Bill Kelleher, age 14, of Salt Lake City, Utah, for his question:
HOW WERE THE FOUR PRESIDENTS ON MOUNT RUSHMORE CHOSEN?
The road leading to South Dakota's Mount Rushmore takes you through a stately park and winds through an area of about two square miles. As you approach the massive granite bluff that contains the memorial, you begin to get the feeling that this is really going to be something special. And when you finally get your first peek of it through the trees, you know you were right.
In 1923 the idea for Mount Rushmore was born in the imagination of Jonah Leroy Robinson, who was superintendent of the South Dakota State Historical Society for many years. B 1925 the concept had been approved by both the federal and South Dakota governments. In October of that year it was dedicated as a national memorial.
The famous American sculptor Gutzon Borglum was selected to design the memorial and supervise its construction. Work on the project began in 1927, and it is a tribute to his engineering genius that the project was completed. The hugeness of the task necessitated that Borglum invent new methods of sculpting.
Four American Presidents were selected as subjects for the sculpture George Washington, Thomas Jefferson, Abraham Lincoln and Theodore Roosevelt. Washington was selected to represent our nation's founding; Jefferson, our political philosophy; Lincoln, the preservation of our nation, and Roosevelt, the expansion and conservation of our resources.
The heads of the Presidents are carved on a huge granite cliff that rises 500 feet above the floor of the valley. Each face is about 60 feet from chin to forehead as tall as a five story building. A full size statue built to the same scale would be 465 feet high. More than 400,000 tons of solid rock were blasted and chiseled away to form the memorial. Models, built on the scale of one inch to one foot, were lifted to the edge of the cliff to serve as guides for the workmen.
The head of Washington was completed in 1930, and seven years later the heads of Jefferson and Lincoln were finished. Though not completed, the head of Roosevelt was dedicated in 1939. Work on the project halted in 1941, still leaving it not quite finished. In the 14 years spent on the memorial only six and a half were spent in actual labor due to lack of funds or unfavorable weather. The total cost was just under $1 million.
Gutzon Borglum died in early 1941, leaving his son, Lincoln Borglum, to continue the work. Today, a quarter of a century later, almost 1 million people each year visit Mount Rushmore to marvel at the beauty and greatness of his tribute to the men who helped formulate, shape and strengthen American democracy.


What the task asks:
Reproduce the listing in full. Omit the pictures.

Recorded information:
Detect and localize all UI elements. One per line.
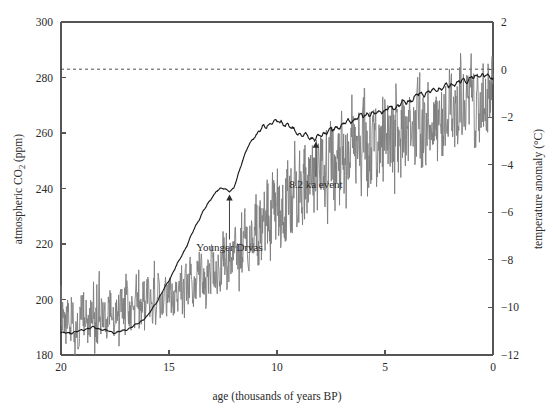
y-ticklabel-right: 2 — [501, 16, 507, 28]
y-ticklabel-left: 180 — [36, 349, 54, 361]
y-ticklabel-left: 260 — [36, 127, 54, 139]
figure-container: 180200220240260280300 −12−10−8−6−4−202 2… — [0, 0, 553, 415]
y-ticklabel-left: 280 — [36, 72, 54, 84]
x-ticklabel: 20 — [55, 361, 67, 373]
y-ticklabel-left: 300 — [36, 16, 54, 28]
y-ticklabel-left: 200 — [36, 294, 54, 306]
y-ticklabel-right: −6 — [501, 206, 513, 218]
x-ticklabel: 5 — [382, 361, 388, 373]
y-ticklabel-left: 240 — [36, 183, 54, 195]
x-axis-title: age (thousands of years BP) — [212, 390, 341, 403]
x-ticklabel: 0 — [490, 361, 496, 373]
annotation-label: 8.2 ka event — [289, 178, 342, 190]
y-axis-right-title: temperature anomaly (°C) — [532, 129, 545, 249]
y-ticklabel-left: 220 — [36, 238, 54, 250]
y-ticklabel-right: −10 — [501, 301, 519, 313]
x-ticklabel: 15 — [163, 361, 175, 373]
y-ticklabel-right: −2 — [501, 111, 513, 123]
co2-temperature-chart: 180200220240260280300 −12−10−8−6−4−202 2… — [0, 0, 553, 415]
y-ticklabel-right: −12 — [501, 349, 519, 361]
y-ticklabel-right: −4 — [501, 159, 513, 171]
annotation-label: Younger Dryas — [196, 241, 262, 253]
x-ticklabel: 10 — [271, 361, 283, 373]
y-ticklabel-right: 0 — [501, 64, 507, 76]
y-ticklabel-right: −8 — [501, 254, 513, 266]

Answer to this task:
Detect and localize all UI elements. One per line.
y-ticklabel-right: 2 — [501, 16, 507, 28]
y-ticklabel-left: 180 — [36, 349, 54, 361]
y-ticklabel-left: 260 — [36, 127, 54, 139]
figure-container: 180200220240260280300 −12−10−8−6−4−202 2… — [0, 0, 553, 415]
y-ticklabel-left: 280 — [36, 72, 54, 84]
x-ticklabel: 20 — [55, 361, 67, 373]
y-ticklabel-left: 300 — [36, 16, 54, 28]
y-ticklabel-left: 200 — [36, 294, 54, 306]
y-ticklabel-right: −6 — [501, 206, 513, 218]
x-ticklabel: 5 — [382, 361, 388, 373]
y-ticklabel-left: 240 — [36, 183, 54, 195]
x-axis-title: age (thousands of years BP) — [212, 390, 341, 403]
x-ticklabel: 0 — [490, 361, 496, 373]
annotation-label: 8.2 ka event — [289, 178, 342, 190]
y-axis-right-title: temperature anomaly (°C) — [532, 129, 545, 249]
y-ticklabel-left: 220 — [36, 238, 54, 250]
y-ticklabel-right: −10 — [501, 301, 519, 313]
x-ticklabel: 15 — [163, 361, 175, 373]
y-ticklabel-right: −2 — [501, 111, 513, 123]
co2-temperature-chart: 180200220240260280300 −12−10−8−6−4−202 2… — [0, 0, 553, 415]
y-ticklabel-right: −12 — [501, 349, 519, 361]
y-ticklabel-right: −4 — [501, 159, 513, 171]
annotation-label: Younger Dryas — [196, 241, 262, 253]
x-ticklabel: 10 — [271, 361, 283, 373]
y-ticklabel-right: 0 — [501, 64, 507, 76]
y-ticklabel-right: −8 — [501, 254, 513, 266]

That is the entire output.